Lot
18
Tortoise and Hare

Acrylic on canvas, 2013

91,4 x 121,9 cm
Estimate
$7 000
Tortoise and Hare explores various narrative, genre, and framing relationships that can be drawn between nineteenth-century studio photography and early illustration, through the device of a well-known fable. As well as suggesting references to the speeding up of all aspects of contemporary life, the tortoise-and-hare metaphor is often used in relation to banking and investment–an area of increasing speed and risk. The figure riding the tortoise is a reference to existing archival photos of Walter Rothschild (reluctant financier of the Rothschild family) riding his pet tortoise.
Biographical note
Carol Wainio has exhibited widely in Canada and abroad, including at the National Gallery of Canada, the Art Gallery of Ontario, the Musée d’art contemporain de Montréal, the Stedelijk Museum, the Venice Biennale, and the Galleria Comunale d’Arte Moderna in Bologna, as well as in the U.S. and China. Her paintings are represented in major corporate, private, and public collections, including the National Gallery, the Musée des Beaux Arts de Montréal, the Art Gallery of Ontario, the Glenbow Museum, and the Musée d’art contemporain de Montréal. She is the recipient of numerous grants and awards, and is an adjunct professor at the University of Ottawa. Her work explores the role that painting can still play in opening up a discursive space around narrative, history, material culture, globalization and environment, reproduction, art and commodity, and various historical forms of representation—“high art,” political, or vernacular.
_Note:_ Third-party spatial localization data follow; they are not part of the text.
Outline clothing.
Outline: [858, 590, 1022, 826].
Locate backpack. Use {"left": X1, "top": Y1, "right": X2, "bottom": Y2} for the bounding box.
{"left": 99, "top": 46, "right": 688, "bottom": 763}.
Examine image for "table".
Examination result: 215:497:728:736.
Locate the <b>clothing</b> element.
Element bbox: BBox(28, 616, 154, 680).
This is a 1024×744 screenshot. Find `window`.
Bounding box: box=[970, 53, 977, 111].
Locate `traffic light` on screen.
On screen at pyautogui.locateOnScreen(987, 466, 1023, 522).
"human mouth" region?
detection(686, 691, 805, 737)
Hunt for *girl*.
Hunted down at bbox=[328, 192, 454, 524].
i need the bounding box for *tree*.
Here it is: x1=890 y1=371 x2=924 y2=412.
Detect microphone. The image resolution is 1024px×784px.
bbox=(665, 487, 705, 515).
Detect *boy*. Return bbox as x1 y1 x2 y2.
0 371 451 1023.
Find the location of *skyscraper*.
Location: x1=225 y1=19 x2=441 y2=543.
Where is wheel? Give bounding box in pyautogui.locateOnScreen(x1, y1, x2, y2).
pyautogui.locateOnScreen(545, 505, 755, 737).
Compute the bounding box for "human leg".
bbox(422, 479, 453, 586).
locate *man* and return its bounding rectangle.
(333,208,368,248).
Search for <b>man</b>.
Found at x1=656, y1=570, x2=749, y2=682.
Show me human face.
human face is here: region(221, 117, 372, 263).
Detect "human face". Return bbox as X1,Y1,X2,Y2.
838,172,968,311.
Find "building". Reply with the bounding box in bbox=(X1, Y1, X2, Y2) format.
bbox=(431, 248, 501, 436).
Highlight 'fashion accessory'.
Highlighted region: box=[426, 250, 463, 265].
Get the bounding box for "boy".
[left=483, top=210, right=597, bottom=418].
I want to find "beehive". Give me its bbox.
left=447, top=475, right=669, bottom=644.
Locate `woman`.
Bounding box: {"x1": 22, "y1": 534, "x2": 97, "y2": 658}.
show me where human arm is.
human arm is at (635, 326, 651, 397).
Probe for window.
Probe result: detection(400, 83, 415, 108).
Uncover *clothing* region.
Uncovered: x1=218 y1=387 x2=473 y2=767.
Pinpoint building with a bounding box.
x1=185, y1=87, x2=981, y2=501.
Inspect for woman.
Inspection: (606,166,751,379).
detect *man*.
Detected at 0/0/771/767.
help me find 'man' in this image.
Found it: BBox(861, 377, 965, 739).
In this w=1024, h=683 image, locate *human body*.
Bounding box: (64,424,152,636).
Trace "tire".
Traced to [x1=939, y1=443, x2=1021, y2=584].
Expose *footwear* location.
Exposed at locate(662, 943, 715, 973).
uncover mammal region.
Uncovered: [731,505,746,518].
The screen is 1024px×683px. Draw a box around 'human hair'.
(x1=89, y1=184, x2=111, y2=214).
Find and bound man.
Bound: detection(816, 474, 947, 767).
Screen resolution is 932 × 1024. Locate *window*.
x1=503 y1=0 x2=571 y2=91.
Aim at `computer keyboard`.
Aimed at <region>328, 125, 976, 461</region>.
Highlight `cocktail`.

The paintings draw together diverse references, including historical illustrators such as J. J. Grandville, research in the Walter Benjamin Children’s Book Collection and other archives, early advertisements based on fairy tales, and archival and contemporary photographs—to investigate and re-stage narratives of transformation, commodification, and desire that pose questions about the present, the long-ago, and the far-away.